My shrug asked, Why not?
"Face it, Jake. You've got yourself a murder trial, and a loser at that."
"Don't underestimate me, Charlie."
"I never have. I just think that sometimes you don't know when you're in the concussion zone."
I was chomping a cheeseburger at my desk when Cindy, my secretary, walked in, made a face, and twirled a finger through her burnt-orange curls. "If the nitrites and benzopyrene don't give you cancer, the pesticides and heavy metals will."
"What?" A drop of grease splattered a slip-and-fall file that was open in front of me.
"That disgusting fat-laden animal flesh you're eating will kill you. The excess protein will cause kidney failure, and the antibiotics actually lower your resistance to infection."
"Bon appétit," I said, hoisting my dripping burger toward her.
"Do you know that the production of animal foods consumes twenty percent of our energy supply?

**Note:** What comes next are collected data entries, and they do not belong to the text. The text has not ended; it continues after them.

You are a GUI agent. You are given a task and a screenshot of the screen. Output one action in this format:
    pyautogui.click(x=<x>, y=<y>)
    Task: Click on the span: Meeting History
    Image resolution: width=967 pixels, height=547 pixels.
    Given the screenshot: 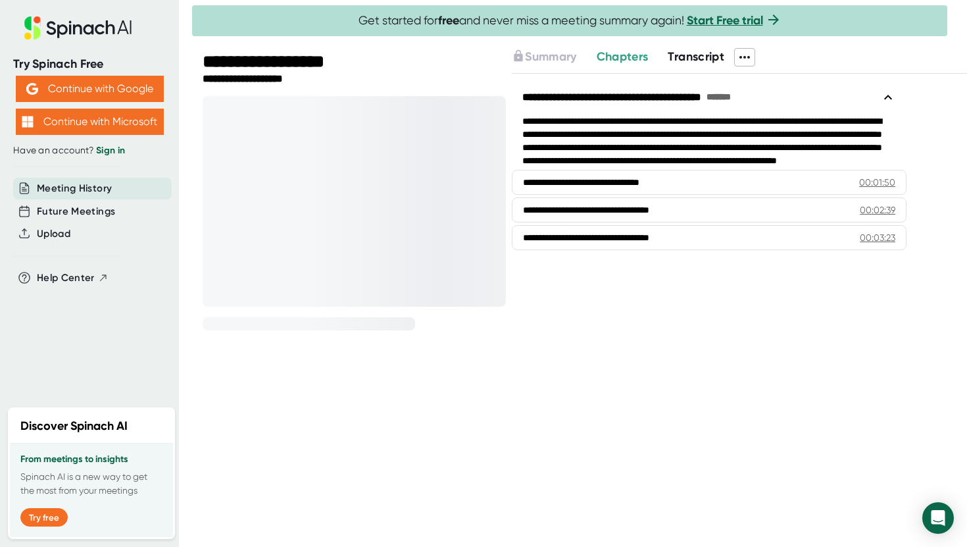 What is the action you would take?
    pyautogui.click(x=74, y=188)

Do you know that seventy-five percent of our water is devoted to raising animals for food?"
"And worth every drop." I belched. "Where do you get these numbers, anyway?"
"The Vegan Society," she said, plopping down in one of the two matching client chairs, the oak armrests stained by years of sweaty palms.
Oh, the vegans. No animal products whatsoever, including dairy, eggs, and honey. I pictured a bunch of skinny busybodies, eating their tofu and raising hell with your basic steak-and-lobster guys such as my very own carnivorous self.
"What do you have for me?" I asked.
She consulted her pad. "Roberto Condom is in the waiting room," she said, stifling a laugh. "With all the legal work you do for him, you'd think he'd ask for a name change, too."
"What's wrong with 'Roberto'?"
She wrinkled her nose at me. Droll wit is so seldom appreciated. "Anyway, you gotta get moving," Cindy ordered. "You've got Rusty MacLean at three, his place. Then Christina Bernhardt at five, her place."
"Very funny, Cindy."
Chrissy's place was the Women's Detention Center, where she was being held without bond. At least for now.
"Bobby, you look great!"
"
No sé
, Jake. They want to revoke my probation."
"What? Are you looting lobsters again?"
My client gave me his pained look. "Jake,
mi amigo
, I was setting them free from their traps. Don't you remember our defense?" He let his voice slip into a pretty fair impression of my impassioned closing argument. "Roberto Condom, protector of the environment, friend of flora and fauna, mammal and crustacean alike."
"We might have won," I reminded him, "if the Marine Patrol hadn't found three hundred deceased lobsters iced down in your pickup truck."
Roberto shrugged. That's life. He was in his mid-thirties, toreador thin, with slicked-back black hair, a pencil mustache, and long curving sideburns that resembled the blade of a scythe. He wore a bird's-egg-blue linen shirt with puffy sleeves, and pleated white slacks. Though he looked like a gigolo in a 1940s movie, Roberto Condom was more at home in a swamp than in St. Moritz.
As a thief, Roberto was a specialist, and his
especialidad
was stealing living things. He never boosted a car, but he had rustled cattle from ranches near Ocala. He never rifled a cash register, but he had once broken into a pet store and stolen every tropical fish in the place. He poached sea turtle eggs, which he could sell for a hundred bucks a pop to
botánicas
in Little Havana where they were believed to be aphrodisiacs, water spider orchids from Fakahatchee Strand State Preserve, and live ostrich chicks from Lion Country Safari. At this very moment, Roberto Condom was wearing hand-sewn ostrich-skin cowboy boots that would run you a thousand bucks, unless you brought your own ostriches to the bootmaker.